RNA binding proteins (RBPs) affect the translation of bound transcripts, facilitate or prevent the recruitment of ribosomes and translation initiation factors, as well as mRNA stability, localization, and alternative splicing. CD Genomics combines a variety of bioinformatics analysis platforms (Genomics, Transcriptomics, and Epigenomics) to expand the depth and potential for analyzing protein-RNA interactions, providing you with new biological insights.
The fulfillment of biological functions often requires the role of transient complexes formed by multiple molecules, for example, RNA combined with proteins to form complexes that recognize specific sites, motifs or structures, which can affect essential processes such as replication, transcription and DNA repair, as well as transport, translation, splicing and silencing of RNA. In addition to coding RNAs, there are different types of non-coding RNAs.
However, the interactions between proteins (RBPs, RNPs, etc.) and RNAs are complex and unpredictable, and their interactions are not only related to RNA sequences, but also to the three-dimensional structures of proteins and nucleic acids, competitive repression and pathway signaling.
Using our bioinformatics platform and years of experience in handling high-throughput sequencing data, we identify protein-RNA interactions on a large scale and explore how RNA-RBPs interactions, ribosome interactions affect processes such as RNA biosynthesis, stability, cellular localization, splicing, and translocation, and determine the role of these interactions in biological development, functional realization, and disease development.
RNA-immunoprecipitation followed by high-throughput sequencing (RIP-seq) enriches RNA-protein complexes of interest by immunoprecipitation and then analyzes the RNA sequences bound to specific RBPs using next-generation sequencing.
High-throughput sequencing of RNA isolated by crosslinking immunoprecipitation (CLIP-seq or HITS-CLIP) uses crosslinking-induced mutagenesis to identify specific residues that mark protein-transcript interactions, combined with next-generation sequencing, to provide a comprehensive study of intracellular RNA and its binding proteins.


**HOW TO COMPLETE THIS TASK:**
Report how many lines in the records carry the string "name", and give no further text.

**Stored records:**
────────────────

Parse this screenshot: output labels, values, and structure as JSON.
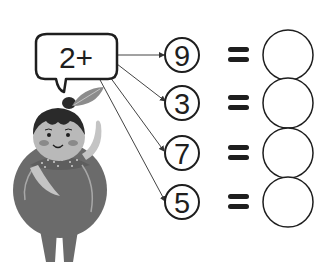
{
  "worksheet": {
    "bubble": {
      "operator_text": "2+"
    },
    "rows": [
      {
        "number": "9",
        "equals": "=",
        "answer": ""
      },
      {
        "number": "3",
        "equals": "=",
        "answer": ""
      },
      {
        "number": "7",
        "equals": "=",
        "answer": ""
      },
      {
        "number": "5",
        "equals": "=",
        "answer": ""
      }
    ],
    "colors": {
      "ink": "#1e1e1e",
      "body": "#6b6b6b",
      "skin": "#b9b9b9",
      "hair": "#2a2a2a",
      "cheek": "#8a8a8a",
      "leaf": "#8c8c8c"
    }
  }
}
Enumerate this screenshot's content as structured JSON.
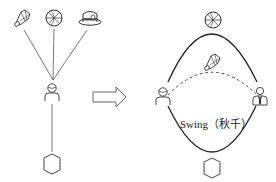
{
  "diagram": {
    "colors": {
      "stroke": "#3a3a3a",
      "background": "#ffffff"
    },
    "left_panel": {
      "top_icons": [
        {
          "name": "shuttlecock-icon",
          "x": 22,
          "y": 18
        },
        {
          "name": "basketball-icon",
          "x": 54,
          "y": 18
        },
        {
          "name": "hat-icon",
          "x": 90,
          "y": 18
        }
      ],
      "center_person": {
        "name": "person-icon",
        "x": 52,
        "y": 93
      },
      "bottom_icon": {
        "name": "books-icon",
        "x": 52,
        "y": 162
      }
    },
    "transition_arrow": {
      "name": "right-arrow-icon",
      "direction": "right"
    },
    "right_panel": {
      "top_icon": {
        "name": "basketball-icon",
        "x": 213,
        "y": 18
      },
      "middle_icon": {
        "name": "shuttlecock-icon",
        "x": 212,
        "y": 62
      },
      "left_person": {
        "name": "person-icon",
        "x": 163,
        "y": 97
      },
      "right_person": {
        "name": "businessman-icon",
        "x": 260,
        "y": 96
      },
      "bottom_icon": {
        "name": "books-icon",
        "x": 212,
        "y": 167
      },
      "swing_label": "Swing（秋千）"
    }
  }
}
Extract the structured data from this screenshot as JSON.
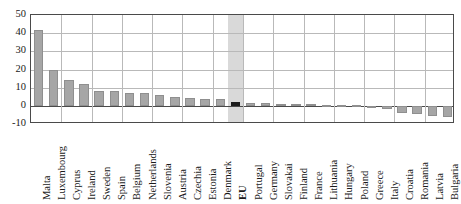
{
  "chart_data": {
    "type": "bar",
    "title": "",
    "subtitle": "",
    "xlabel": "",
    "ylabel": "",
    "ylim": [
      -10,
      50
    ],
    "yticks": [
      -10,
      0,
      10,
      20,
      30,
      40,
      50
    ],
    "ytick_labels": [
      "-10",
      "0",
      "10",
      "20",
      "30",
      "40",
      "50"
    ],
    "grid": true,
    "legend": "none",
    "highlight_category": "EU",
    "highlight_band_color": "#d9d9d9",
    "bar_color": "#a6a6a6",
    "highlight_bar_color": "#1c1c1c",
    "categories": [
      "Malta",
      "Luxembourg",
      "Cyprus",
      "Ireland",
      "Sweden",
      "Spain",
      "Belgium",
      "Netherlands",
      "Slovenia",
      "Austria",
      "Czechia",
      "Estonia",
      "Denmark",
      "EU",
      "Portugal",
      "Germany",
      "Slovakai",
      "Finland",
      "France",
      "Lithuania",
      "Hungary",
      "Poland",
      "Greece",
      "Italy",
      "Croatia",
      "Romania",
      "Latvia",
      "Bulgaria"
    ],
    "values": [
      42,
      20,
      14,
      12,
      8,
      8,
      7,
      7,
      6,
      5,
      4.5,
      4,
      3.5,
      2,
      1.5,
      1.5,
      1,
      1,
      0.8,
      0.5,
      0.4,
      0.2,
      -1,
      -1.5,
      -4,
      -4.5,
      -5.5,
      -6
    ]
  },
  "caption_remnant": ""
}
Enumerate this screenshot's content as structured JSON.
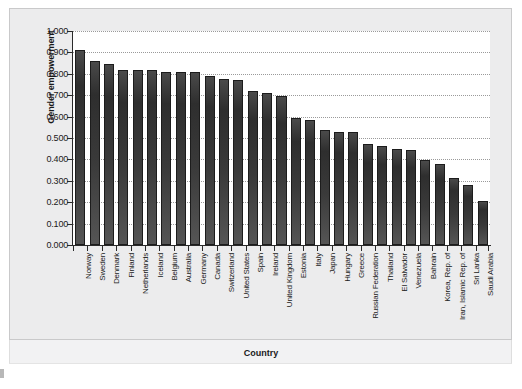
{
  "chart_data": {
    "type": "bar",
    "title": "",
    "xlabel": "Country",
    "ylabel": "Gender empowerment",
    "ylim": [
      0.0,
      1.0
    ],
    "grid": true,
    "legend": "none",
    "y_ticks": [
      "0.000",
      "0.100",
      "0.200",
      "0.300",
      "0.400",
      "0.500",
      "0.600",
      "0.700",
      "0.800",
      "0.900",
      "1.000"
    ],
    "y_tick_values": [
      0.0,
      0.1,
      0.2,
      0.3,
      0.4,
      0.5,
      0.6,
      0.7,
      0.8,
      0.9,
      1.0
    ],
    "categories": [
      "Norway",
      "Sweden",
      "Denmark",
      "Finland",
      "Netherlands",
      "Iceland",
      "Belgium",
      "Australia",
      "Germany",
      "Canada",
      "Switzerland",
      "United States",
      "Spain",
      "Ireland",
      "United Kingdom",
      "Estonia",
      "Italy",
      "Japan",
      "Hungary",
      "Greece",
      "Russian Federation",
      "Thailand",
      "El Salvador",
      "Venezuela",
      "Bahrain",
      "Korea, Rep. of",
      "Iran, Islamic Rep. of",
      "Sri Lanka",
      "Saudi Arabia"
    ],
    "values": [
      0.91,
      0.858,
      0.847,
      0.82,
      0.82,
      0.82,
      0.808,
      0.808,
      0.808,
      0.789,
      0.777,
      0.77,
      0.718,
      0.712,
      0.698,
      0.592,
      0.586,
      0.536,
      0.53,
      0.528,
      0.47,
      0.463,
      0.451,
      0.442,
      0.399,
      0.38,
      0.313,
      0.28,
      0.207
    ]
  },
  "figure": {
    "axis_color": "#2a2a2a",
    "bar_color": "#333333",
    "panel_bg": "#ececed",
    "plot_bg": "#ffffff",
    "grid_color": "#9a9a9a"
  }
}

────────────────

**ANSWER SECTION:**
11